Projects and plans

15th January. A bit late for New Year’s resolutions, and I’m never much of a one for them anyway.

Still, it’s a good time to take stock. What am I hoping to achieve this year? I have omitted the personal aims, as they’re not of great interest to anyone who’s not me, but otherwise, hopefully without overcommitting myself…

Professionally

2015 was pretty good. I planned a rather complex library move (twice, after the first time was delayed, which is a good way to learn from your mistakes without having actually had to commit them). Two weeks into the new year and ~400 metres of books shifted, it’s looking like it’s actually working, so let’s call that one a conditional success. First order of business: finish it off. And write up some notes on it so that others may learn to not do as I have done.

Secondly, get something published again. I had my first ‘proper’ academic publication in late 2015, and though it’s on a topic that approximately three people care about, I’m still glad it’s done and out there. (I have something to point at next time I’m glibly assured “oh, that approach never happens any more”. This is a recurrent theme in discussions about scholarly publishing; but I digress.) I would recommend it to any academic librarian as an exercise in understanding what your researchers suffer.

(I have a couple of projects on the boil which I’d like to write up properly, of which more anon.)

Thirdly, finish putting together the papers from the 2014 Polar Libraries Colloquy. Call this a public admittance of dragging my heels about this.

Lastly, consider Chartership. I’ve avoided this for many years, seeing it as a rather daunting pile of paperwork, but it’s probably a sensible thing to think about.

Projects

Firstly, I’d like to clear off the History of Parliament work on Wikidata. I haven’t really written this up yet (maybe that’s step 1.1) but, in short, I’m trying to get every MP in the History of Parliament database listed and crossreferenced in Wikidata. At the moment, we have around 5200 of them listed, out of a total of 22200 – so we’re getting there. (Raw data here.) Finding the next couple of thousand who’re listed, and mass-creating the others, is definitely an achievable task.

Secondly, and building on this, I did some work in the autumn of 2015 on building a framework for linking EveryPolitician and Wikidata. I need to pick this back up and work out how we can best represent politicians in general – what are the best data structures for things like constituencies, parliamentary terms, parties?

This leads into the third project, which is the general use of Wikidata as a “biographical spine”. Charles Matthews, Magnus Manske, and I have been working on this for a couple of years, and it really is beginning to bear fruit. We’re working to pull together as many large biographical databases as possible, and have them talking to one another through Wikidata, so that we can start bringing data and links from one to the users of another. This certainly won’t ever be completed in 2015 – but it would be good to write some of it up in a single report so that it’s clear what we’re doing, and hopefully start advertising it to researchers who could benefit.

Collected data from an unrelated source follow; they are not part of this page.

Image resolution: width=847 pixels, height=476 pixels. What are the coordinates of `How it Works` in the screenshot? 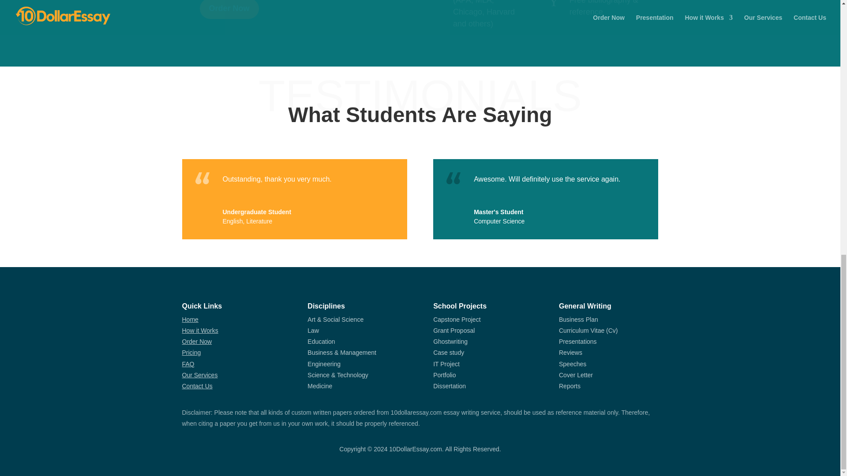 It's located at (199, 331).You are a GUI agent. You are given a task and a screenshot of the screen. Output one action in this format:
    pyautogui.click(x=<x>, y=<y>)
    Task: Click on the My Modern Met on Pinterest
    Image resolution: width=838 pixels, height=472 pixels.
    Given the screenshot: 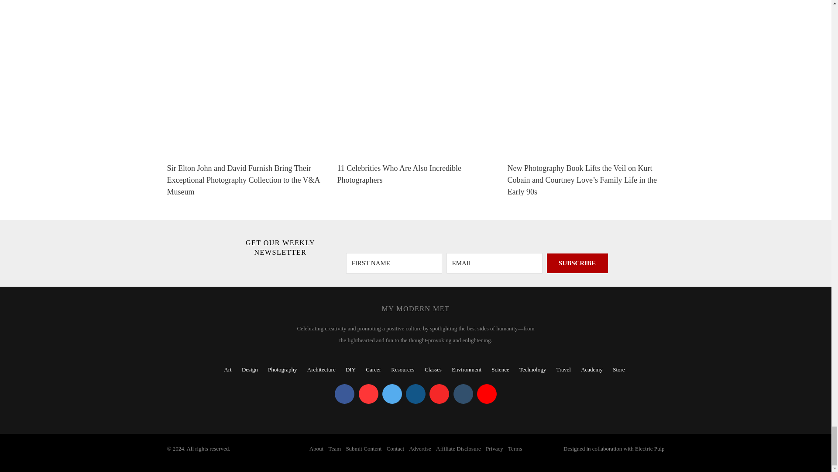 What is the action you would take?
    pyautogui.click(x=368, y=394)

Fourthly (oh, goodness), the Oxford Dictionary of National Biography. This is a project I embarked on back in 2013; the goal is to get a reliable crossreference between Wikipedia/Wikidata and the ODNB – now complete, mainly thanks to Charles Matthews – and then to fix all the vague unhelpful “see DNB” Wikipedia citations into nicely formatted, linkable ones, which readers can actually benefit from. This second part is going to take a long time, but I’ve made some rudimentary attempts at auto-predicting the required citations to be fixed by hand, and hopefully we’ll get there in time.

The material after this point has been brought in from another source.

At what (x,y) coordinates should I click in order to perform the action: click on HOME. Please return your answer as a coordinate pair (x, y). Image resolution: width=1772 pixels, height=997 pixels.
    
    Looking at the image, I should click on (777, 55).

Moving away from Wikidata, early last year I started on what has turned into the Birthdays Project – an attempt to study the way in which people misremembered their birthdays when they’re not well-documented. This is generally known and the basic result is kind of obvious, but it has only been (very cursorily) discussed in the academic literature before, and I don’t think anyone’s properly attacked it with substantial data, multiple cultural contexts, etc. I wrote up a few notes on this in early 2015 (part 1, part 2), but since then I’ve nailed down some more data, figured out a useful way of visualising it, and so on. No idea if it’s publishable per se, but it would be good to have it written up.

That… looks like a busy year ahead.

Finally, going places and doing things. I have a couple of long-awaited holidays planned, and some people I’m looking forward to seeing on them. I will be going to the Polar Libraries Colloquy in Alaska, but I won’t be going to Wikimania in June – I’ll be elsewhere, sadly. I’m sad to miss this year, as it looks to be an excellent event.